Find answers to the age old questions: What do Japanese people eat other than sushi? What is wabi sabi? Why are there so few garbage bins in Japan and yet everywhere is so clean? How do Japanese people stay so slim? Why is the cherry blossom the essence of the Japanese aesthetic?
I write about Japanese cuisine, manners and concepts as well as travel adventures throughout Wakayama, the "hidden gem" of Japan. Learn why it has become the number one location for Japanese travellers. What is it about Wakayama that makes it such a desirable “off the beaten path” travel destination?
There are certain manners that should be followed when using chopsticks in Japan. Learn basic chopstick etiquette before you travel to Japan!
Before eating, do not rub your wooden chopsticks together to remove possible splinters as this implies that the chopsticks are low quality and that the restaurant is cheap. Remove chopsticks from the paper sleeve and place them on the chopstick holder when not in use. If there is no holder, make one out of the paper sleeve.
Do not make gestures using your chopsticks or stick your chopsticks into a communal dish; instead, turn them around so that you pick up food with the opposite end.
An absolute ‘no no’ is to stick your chopsticks into a bowl of rice and leave them there upright or to pass food to someone else from your chopsticks to theirs - these are gestures used during traditional funeral rites in Japan when mourners use chopsticks to pass the bones of the deceased from relative to relative. Therefore replicating these gestures at the dinner table would be regarded as very bad taste.
Of course, as in any culture, there are rude people as well as polite people. During your travels throughout Japan, you may encounter Japanese teenagers shovelling down their food, but for the most part, the Japanese follow a strict dining code.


* Task item
In the records below, the line that contains "Resolution: width=1024, height=576." marks the start. Copy it and each line after it through the end, exactly, without pictures.

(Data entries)

►

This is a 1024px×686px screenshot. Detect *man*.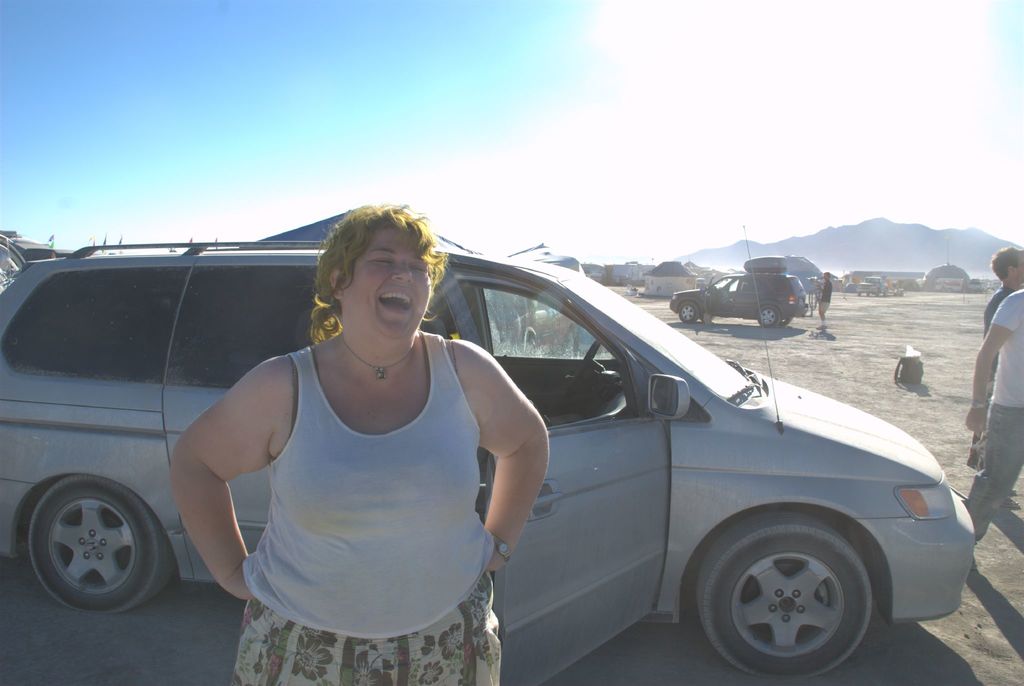
detection(815, 271, 833, 332).
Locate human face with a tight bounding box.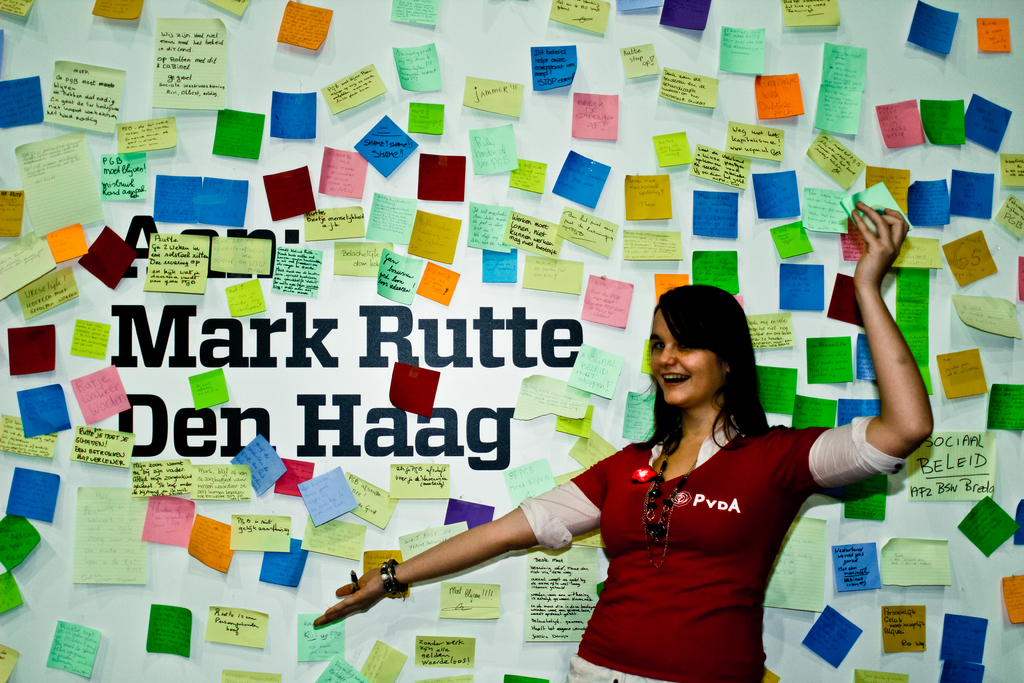
Rect(650, 298, 723, 407).
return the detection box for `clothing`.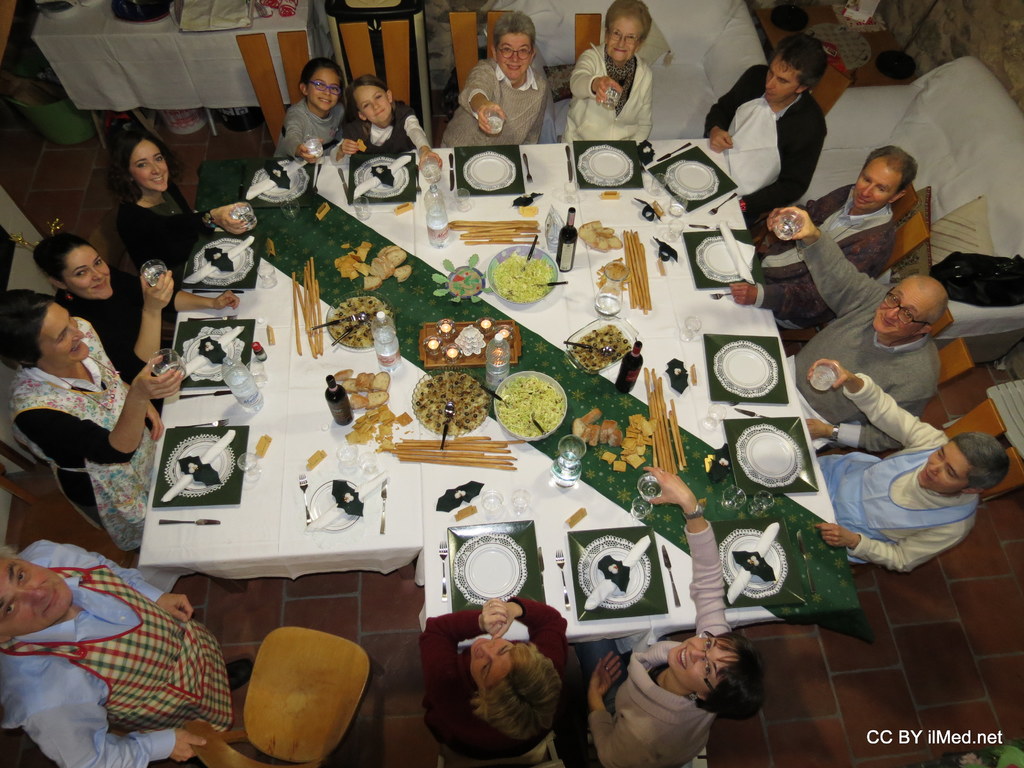
detection(8, 310, 170, 552).
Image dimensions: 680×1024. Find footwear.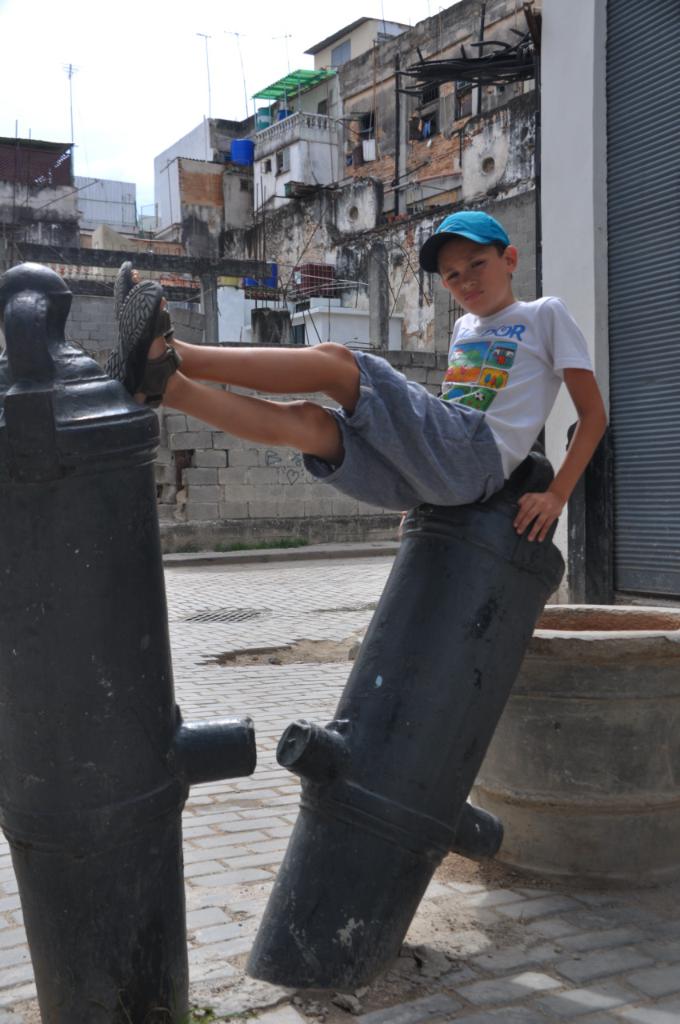
bbox=(98, 256, 144, 378).
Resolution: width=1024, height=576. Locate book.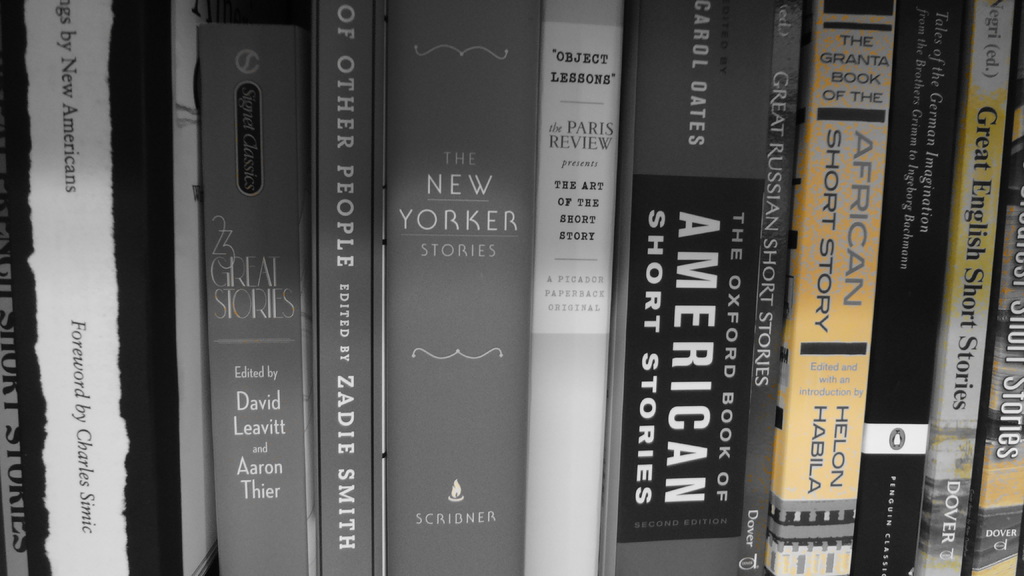
374:4:540:575.
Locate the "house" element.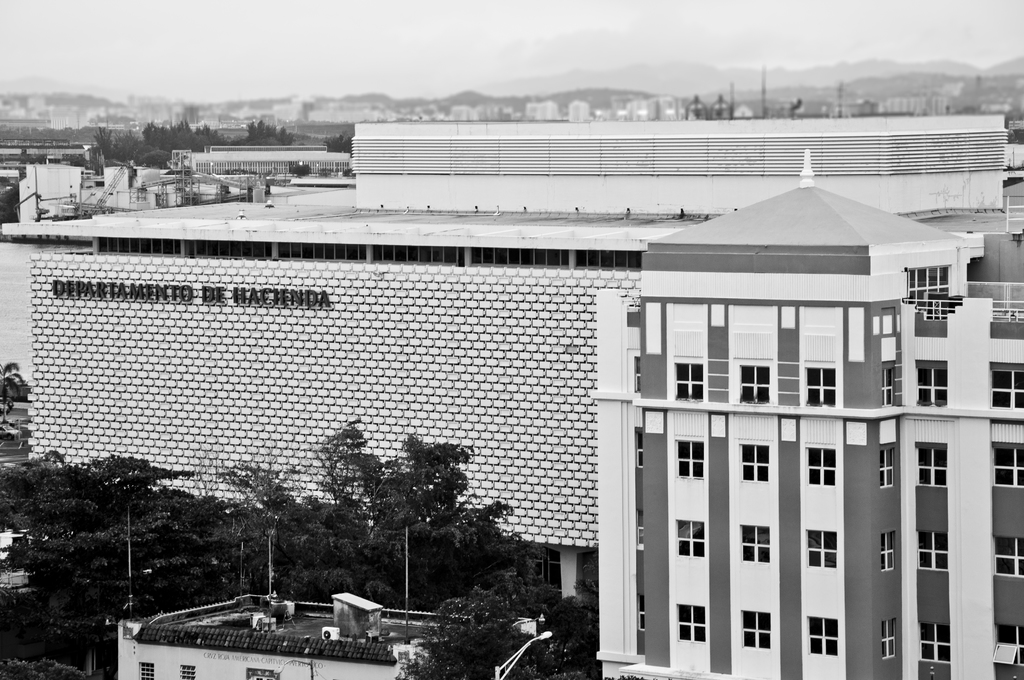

◄

* Finished task
Resolution: width=1024, height=576. Locate book.
374:4:540:575.
Locate the "house" element.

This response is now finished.